“Then he who had received the one talent came and said, ‘Lord, I knew you to be a hard man, reaping where you have not sown, and gathering where you have not scattered seed. And I was afraid, and went and hid your talent in the ground. Look, there you have what is yours’ ” (Matthew 25:24,25).

FEAR AND PRIDE ARE FACTORS IN OUR DECISIONS MORE OFTEN THAN WE LIKE TO ADMIT. Some of our duties seem overwhelming. Some of our tasks seem impossible. And so we do nothing. Fearing failure, we fail to act at all. But like the unfaithful servant who was rebuked for having done nothing with his master’s money, we may hear our Lord’s rebuke for what we didn’t do.

When it comes to our work in the Lord, there is a parallel to the point Paul makes in 1 Corinthians 10:13 concerning temptation. There, the apostle says there will always be a “way of escape.” Similarly, when we face any responsibility, there will always be something we can do that will be worth doing.

Sometimes in life, it can be helpful to step back and look at the big picture. But there are other times when that would be a discouraging and unhelpful thing to do. It may look comprehensive, but the big picture can also look intimidating, and when the totality of what has to be done seems so huge as to be impossible, we need to dismiss the impossibilities from our minds and just concentrate on the small, doable tasks that lie right before us.

Anytime we have to make a decision about what to do, we need to remember that we are accountable. In the end, we will be judged. But it’s not for the things we could not have done that we will answer; it’s for those that we could. We will be examined as to the choices we made between the alternatives that were open to us.

There is a bit of the perfectionist in all of us, I think. At times, we won’t stoop to doing a job at all if we think we can’t do it at an extremely high level of excellence. But look at the good that doesn’t get done in the Lord’s work with that kind of attitude. It really is true that the enemy of the good is often the best. If our effort is going to fall somewhere along the “good-better-best” continuum, let’s not allow the impossibility of the “best” to keep us from going ahead and doing a deed that would be “good.” If we will do the good that we can do, the best will usually take care of itself.

“Do not let what you cannot do interfere with what you can do” (John Wooden).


Aim of the task | Isolate every line in the records below with "ticks" in it.

Supplied records |
──────────

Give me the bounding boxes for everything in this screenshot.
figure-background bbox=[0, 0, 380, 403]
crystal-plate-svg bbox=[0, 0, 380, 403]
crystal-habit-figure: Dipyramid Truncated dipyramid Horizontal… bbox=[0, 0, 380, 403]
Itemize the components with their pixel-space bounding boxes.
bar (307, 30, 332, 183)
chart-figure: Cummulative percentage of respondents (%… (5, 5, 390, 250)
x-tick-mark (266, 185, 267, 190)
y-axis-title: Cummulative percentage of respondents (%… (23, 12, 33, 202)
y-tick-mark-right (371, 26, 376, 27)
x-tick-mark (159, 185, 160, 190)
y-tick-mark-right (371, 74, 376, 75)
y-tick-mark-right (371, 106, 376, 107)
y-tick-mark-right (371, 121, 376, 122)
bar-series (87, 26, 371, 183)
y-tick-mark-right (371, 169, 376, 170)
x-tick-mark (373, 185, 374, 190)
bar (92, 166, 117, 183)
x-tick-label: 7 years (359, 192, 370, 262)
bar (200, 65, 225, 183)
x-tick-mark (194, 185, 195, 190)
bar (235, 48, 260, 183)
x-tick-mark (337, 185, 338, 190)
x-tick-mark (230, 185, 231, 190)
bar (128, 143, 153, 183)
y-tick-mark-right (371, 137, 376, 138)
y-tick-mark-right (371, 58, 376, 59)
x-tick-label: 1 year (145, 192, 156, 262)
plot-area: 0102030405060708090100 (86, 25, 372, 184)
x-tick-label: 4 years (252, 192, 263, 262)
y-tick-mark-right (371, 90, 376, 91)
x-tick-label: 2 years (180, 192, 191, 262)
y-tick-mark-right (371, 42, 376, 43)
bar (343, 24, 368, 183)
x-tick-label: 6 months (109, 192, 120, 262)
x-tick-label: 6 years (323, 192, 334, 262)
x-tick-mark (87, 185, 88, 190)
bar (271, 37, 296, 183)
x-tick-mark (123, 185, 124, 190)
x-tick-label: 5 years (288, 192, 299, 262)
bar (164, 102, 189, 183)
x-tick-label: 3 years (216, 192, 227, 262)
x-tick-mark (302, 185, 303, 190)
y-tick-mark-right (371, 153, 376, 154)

──────────

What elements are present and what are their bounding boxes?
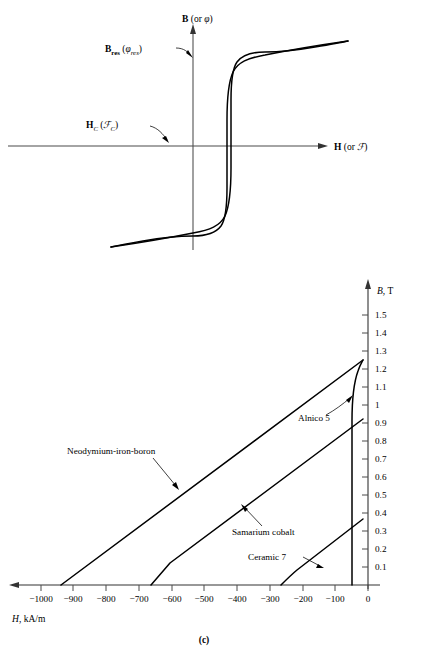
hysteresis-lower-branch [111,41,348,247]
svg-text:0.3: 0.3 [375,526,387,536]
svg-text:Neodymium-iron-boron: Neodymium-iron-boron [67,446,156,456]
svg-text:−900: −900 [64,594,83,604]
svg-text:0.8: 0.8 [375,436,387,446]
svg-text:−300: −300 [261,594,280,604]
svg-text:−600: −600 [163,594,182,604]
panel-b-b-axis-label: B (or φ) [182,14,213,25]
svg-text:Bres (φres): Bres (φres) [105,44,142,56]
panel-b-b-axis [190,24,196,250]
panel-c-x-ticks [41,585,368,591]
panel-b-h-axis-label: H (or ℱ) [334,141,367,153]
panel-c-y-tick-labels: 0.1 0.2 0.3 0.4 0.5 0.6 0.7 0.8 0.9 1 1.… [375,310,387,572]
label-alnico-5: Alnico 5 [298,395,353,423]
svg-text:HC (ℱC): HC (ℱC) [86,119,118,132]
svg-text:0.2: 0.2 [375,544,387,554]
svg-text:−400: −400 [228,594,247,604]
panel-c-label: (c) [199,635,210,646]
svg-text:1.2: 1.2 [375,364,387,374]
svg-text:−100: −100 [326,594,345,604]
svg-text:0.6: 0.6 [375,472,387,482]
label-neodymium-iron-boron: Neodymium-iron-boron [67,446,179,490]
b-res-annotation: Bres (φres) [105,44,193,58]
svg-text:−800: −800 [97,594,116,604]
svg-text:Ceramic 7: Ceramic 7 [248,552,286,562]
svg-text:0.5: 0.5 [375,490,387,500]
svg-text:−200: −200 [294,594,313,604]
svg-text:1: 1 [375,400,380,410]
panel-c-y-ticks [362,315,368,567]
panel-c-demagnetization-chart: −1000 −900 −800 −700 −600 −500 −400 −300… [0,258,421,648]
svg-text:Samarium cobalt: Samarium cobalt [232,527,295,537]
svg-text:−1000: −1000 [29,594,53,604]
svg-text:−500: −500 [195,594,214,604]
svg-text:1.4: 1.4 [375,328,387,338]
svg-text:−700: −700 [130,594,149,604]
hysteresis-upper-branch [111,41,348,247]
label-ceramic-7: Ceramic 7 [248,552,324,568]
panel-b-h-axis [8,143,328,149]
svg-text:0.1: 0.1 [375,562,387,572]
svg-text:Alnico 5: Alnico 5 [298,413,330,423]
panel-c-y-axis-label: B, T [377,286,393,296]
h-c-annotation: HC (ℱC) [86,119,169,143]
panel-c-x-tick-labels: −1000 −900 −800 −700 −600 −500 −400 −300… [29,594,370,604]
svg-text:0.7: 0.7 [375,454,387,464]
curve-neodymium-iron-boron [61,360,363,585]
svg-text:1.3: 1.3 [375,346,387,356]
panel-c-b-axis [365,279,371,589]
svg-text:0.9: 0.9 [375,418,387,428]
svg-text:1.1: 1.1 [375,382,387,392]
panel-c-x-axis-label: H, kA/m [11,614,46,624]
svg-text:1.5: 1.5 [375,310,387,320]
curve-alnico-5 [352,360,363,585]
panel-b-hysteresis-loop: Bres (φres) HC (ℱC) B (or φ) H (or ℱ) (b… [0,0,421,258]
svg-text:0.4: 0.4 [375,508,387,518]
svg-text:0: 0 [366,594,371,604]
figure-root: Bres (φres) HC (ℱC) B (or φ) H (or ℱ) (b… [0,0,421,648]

──────────

Expected output |
panel-c-x-ticks [41,585,368,591]
panel-c-y-ticks [362,315,368,567]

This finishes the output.